There are other limitations on using this method to detect signs of life. For example, it is assuming that any life-bearing planets would be identical to Earth, which is not guaranteed. Moreover, scientists will have to be certain that apparent biomarker signals they find truly arose from life, and not from other, non-living processes. Finally, dim red dwarf stars may not be the most suitable for the onset and maintenance of life. Nevertheless, this technique is an extremely promising one for detecting potential signs of life on alien worlds.
Grenfell concludes: “For the first time we are reaching a point where serious scientific debate can be applied to address the age-old question: are we alone?”
This research has been submitted to the journal Planetary & Space Science (2013) “Planetary Evolution and Life” Special Issue.
IMAGES
Artist’s impression of planetary system orbiting red dwarf star Gliese 581. Credit: ESO/L. Calçada.
SCIENCE CONTACT
Dr Lee Grenfell
DLR
Institute of Planetary Research
Berlin, Germany
MEDIA CONTACTS
Anita Heward
EPSC 2013 Press Officer
anitaheward@btinternet.com
+44 7756034243
NOTES FOR EDITORS
About the European Planetary Science Congress (EPSC)
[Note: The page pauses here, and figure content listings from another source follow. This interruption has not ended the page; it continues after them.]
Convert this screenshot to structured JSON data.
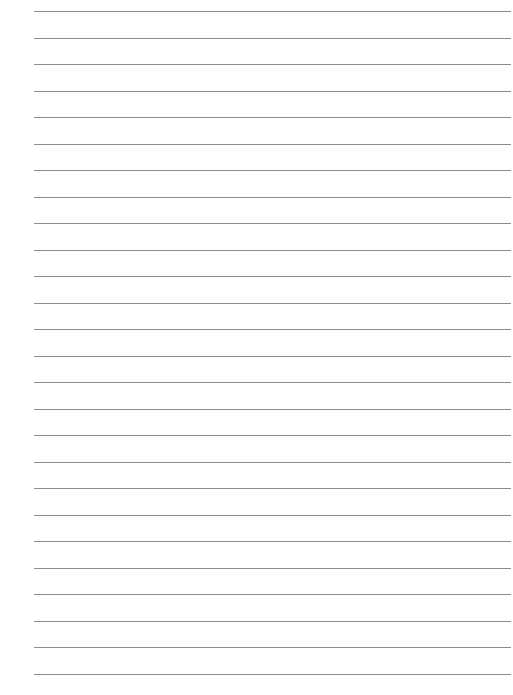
{
  "page": {
    "type": "blank ruled sheet",
    "line_count": 26,
    "first_line_y": 11,
    "line_spacing": 26.5,
    "line_left": 34,
    "line_right": 511,
    "line_color": "#8c8c8c",
    "background": "#ffffff"
  }
}
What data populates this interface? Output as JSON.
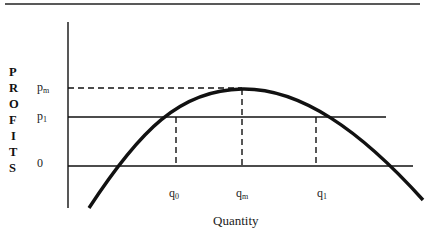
{
  "diagram": {
    "title": "",
    "y_axis_label_letters": [
      "P",
      "R",
      "O",
      "F",
      "I",
      "T",
      "S"
    ],
    "x_axis_label": "Quantity",
    "y_ticks": {
      "pm": {
        "main": "p",
        "sub": "m"
      },
      "p1": {
        "main": "p",
        "sub": "1"
      },
      "zero": "0"
    },
    "x_ticks": {
      "q0": {
        "main": "q",
        "sub": "0"
      },
      "qm": {
        "main": "q",
        "sub": "m"
      },
      "q1": {
        "main": "q",
        "sub": "1"
      }
    },
    "colors": {
      "line": "#111111",
      "background": "#ffffff"
    }
  }
}
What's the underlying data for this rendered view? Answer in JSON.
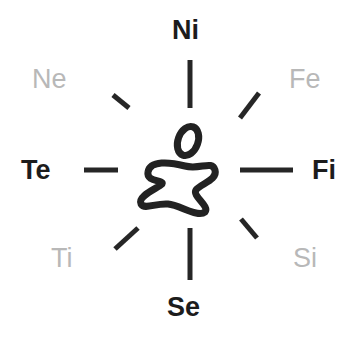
{
  "diagram": {
    "type": "radial-compass",
    "center_figure": "stick-figure-symbol",
    "colors": {
      "dark": "#1c1c1c",
      "light": "#b8b8b8",
      "background": "#ffffff"
    },
    "labels": {
      "n": {
        "text": "Ni",
        "style": "dark"
      },
      "ne": {
        "text": "Fe",
        "style": "light"
      },
      "e": {
        "text": "Fi",
        "style": "dark"
      },
      "se": {
        "text": "Si",
        "style": "light"
      },
      "s": {
        "text": "Se",
        "style": "dark"
      },
      "sw": {
        "text": "Ti",
        "style": "light"
      },
      "w": {
        "text": "Te",
        "style": "dark"
      },
      "nw": {
        "text": "Ne",
        "style": "light"
      }
    }
  }
}
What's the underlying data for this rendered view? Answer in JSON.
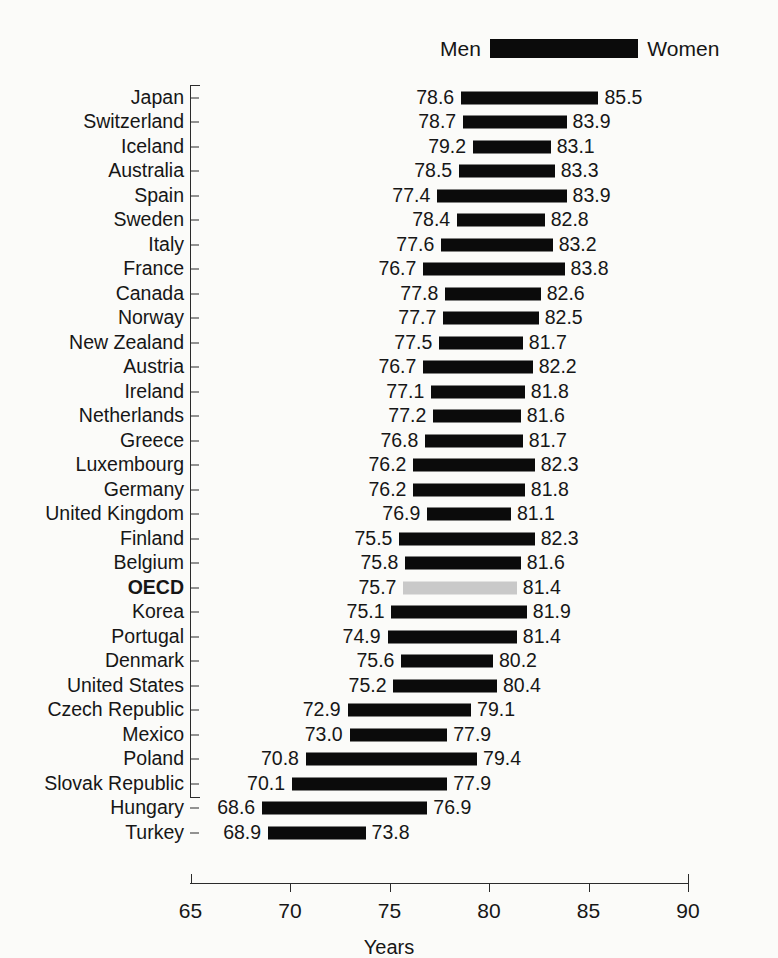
{
  "legend": {
    "left_label": "Men",
    "right_label": "Women",
    "bar_color": "#0b0b0b"
  },
  "axis": {
    "x_title": "Years",
    "x_ticks": [
      "65",
      "70",
      "75",
      "80",
      "85",
      "90"
    ],
    "x_min": 65,
    "x_max": 90
  },
  "highlight_row": "OECD",
  "highlight_color": "#c9c9c9",
  "chart_data": {
    "type": "bar",
    "title": "",
    "subtitle": "",
    "xlabel": "Years",
    "ylabel": "",
    "xlim": [
      65,
      90
    ],
    "grid": false,
    "legend_position": "top-right",
    "orientation": "horizontal",
    "bar_style": "range/dumbbell (men value to women value)",
    "categories": [
      "Japan",
      "Switzerland",
      "Iceland",
      "Australia",
      "Spain",
      "Sweden",
      "Italy",
      "France",
      "Canada",
      "Norway",
      "New Zealand",
      "Austria",
      "Ireland",
      "Netherlands",
      "Greece",
      "Luxembourg",
      "Germany",
      "United Kingdom",
      "Finland",
      "Belgium",
      "OECD",
      "Korea",
      "Portugal",
      "Denmark",
      "United States",
      "Czech Republic",
      "Mexico",
      "Poland",
      "Slovak Republic",
      "Hungary",
      "Turkey"
    ],
    "series": [
      {
        "name": "Men",
        "values": [
          78.6,
          78.7,
          79.2,
          78.5,
          77.4,
          78.4,
          77.6,
          76.7,
          77.8,
          77.7,
          77.5,
          76.7,
          77.1,
          77.2,
          76.8,
          76.2,
          76.2,
          76.9,
          75.5,
          75.8,
          75.7,
          75.1,
          74.9,
          75.6,
          75.2,
          72.9,
          73.0,
          70.8,
          70.1,
          68.6,
          68.9
        ]
      },
      {
        "name": "Women",
        "values": [
          85.5,
          83.9,
          83.1,
          83.3,
          83.9,
          82.8,
          83.2,
          83.8,
          82.6,
          82.5,
          81.7,
          82.2,
          81.8,
          81.6,
          81.7,
          82.3,
          81.8,
          81.1,
          82.3,
          81.6,
          81.4,
          81.9,
          81.4,
          80.2,
          80.4,
          79.1,
          77.9,
          79.4,
          77.9,
          76.9,
          73.8
        ]
      }
    ],
    "rows": [
      {
        "country": "Japan",
        "men": "78.6",
        "women": "85.5"
      },
      {
        "country": "Switzerland",
        "men": "78.7",
        "women": "83.9"
      },
      {
        "country": "Iceland",
        "men": "79.2",
        "women": "83.1"
      },
      {
        "country": "Australia",
        "men": "78.5",
        "women": "83.3"
      },
      {
        "country": "Spain",
        "men": "77.4",
        "women": "83.9"
      },
      {
        "country": "Sweden",
        "men": "78.4",
        "women": "82.8"
      },
      {
        "country": "Italy",
        "men": "77.6",
        "women": "83.2"
      },
      {
        "country": "France",
        "men": "76.7",
        "women": "83.8"
      },
      {
        "country": "Canada",
        "men": "77.8",
        "women": "82.6"
      },
      {
        "country": "Norway",
        "men": "77.7",
        "women": "82.5"
      },
      {
        "country": "New Zealand",
        "men": "77.5",
        "women": "81.7"
      },
      {
        "country": "Austria",
        "men": "76.7",
        "women": "82.2"
      },
      {
        "country": "Ireland",
        "men": "77.1",
        "women": "81.8"
      },
      {
        "country": "Netherlands",
        "men": "77.2",
        "women": "81.6"
      },
      {
        "country": "Greece",
        "men": "76.8",
        "women": "81.7"
      },
      {
        "country": "Luxembourg",
        "men": "76.2",
        "women": "82.3"
      },
      {
        "country": "Germany",
        "men": "76.2",
        "women": "81.8"
      },
      {
        "country": "United Kingdom",
        "men": "76.9",
        "women": "81.1"
      },
      {
        "country": "Finland",
        "men": "75.5",
        "women": "82.3"
      },
      {
        "country": "Belgium",
        "men": "75.8",
        "women": "81.6"
      },
      {
        "country": "OECD",
        "men": "75.7",
        "women": "81.4"
      },
      {
        "country": "Korea",
        "men": "75.1",
        "women": "81.9"
      },
      {
        "country": "Portugal",
        "men": "74.9",
        "women": "81.4"
      },
      {
        "country": "Denmark",
        "men": "75.6",
        "women": "80.2"
      },
      {
        "country": "United States",
        "men": "75.2",
        "women": "80.4"
      },
      {
        "country": "Czech Republic",
        "men": "72.9",
        "women": "79.1"
      },
      {
        "country": "Mexico",
        "men": "73.0",
        "women": "77.9"
      },
      {
        "country": "Poland",
        "men": "70.8",
        "women": "79.4"
      },
      {
        "country": "Slovak Republic",
        "men": "70.1",
        "women": "77.9"
      },
      {
        "country": "Hungary",
        "men": "68.6",
        "women": "76.9"
      },
      {
        "country": "Turkey",
        "men": "68.9",
        "women": "73.8"
      }
    ]
  }
}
EPSC is the major European meeting on planetary science. EPSC 2013 is taking place at University College London (UCL) from Sunday 8 September to Friday 13 September 2013. It is the first time that the Congress has been held in the UK. The 2013 programme includes around 75 sessions and workshops. Details of the Congress and a full schedule of EPSC 2013 scientific sessions and events can be found at the official website: http://www.epsc2013.eu/
EPSC 2013 is organised by Europlanet, UCL and Copernicus Meetings and the event is sponsored by the UK Space Agency, UCL, Astrium and the Science and Technology Facilities Council.
To celebrate EPSC coming to London, a ‘Festival of the Planets’ has been organised across the Capital in collaboration with partners including the Baker Street Irregular Astronomers, the Bloomsbury Theatre, the British Astronomical Association, the British Interplanetary Society, the Natural History Museum, the Open University, Queen Mary University of London, the Royal Astronomical Society, Royal Museums Greenwich and University College London. More information about the events can be found at:
http://www.europlanet-eu.org/epsc2013/outreach-activities
Follow #epsc2013 @epsc2013 @europlanetmedia on Twitter
About Europlanet
Europlanet is a network of planetary scientists, whose aim is to bring together the disparate European community so that Europe can play a leading role in space exploration. Europlanet’s activities complement the mission activities of the European Space Agency through field work at planetary-analogue terrains on Earth, laboratory measurements, computer modelling and observations from ground-based telescopes. Founded in 2002 and funded by the European Commission from 2005-2012, Europlanet has evolved into a community-based organisation that will carry on this work and plan for future missions and mission support.
About UCL (University College London)
Founded in 1826, UCL was the first English university established after Oxford and Cambridge, the first to admit students regardless of race, class, religion or gender and the first to provide systematic teaching of law, architecture and medicine.
It is among the world’s top universities, as reflected by its performance in a range of international rankings and tables. According to the Thomson Scientific Citation Index, UCL is the second most highly cited European university and the 15th most highly cited in the world.
UCL has nearly 27,000 students from 150 countries and more than 9,000 employees, of whom one third are from outside the UK. The university is based in Bloomsbury in the heart of London, but also has two international campuses – UCL Australia and UCL Qatar. Its annual income is more than £800 million.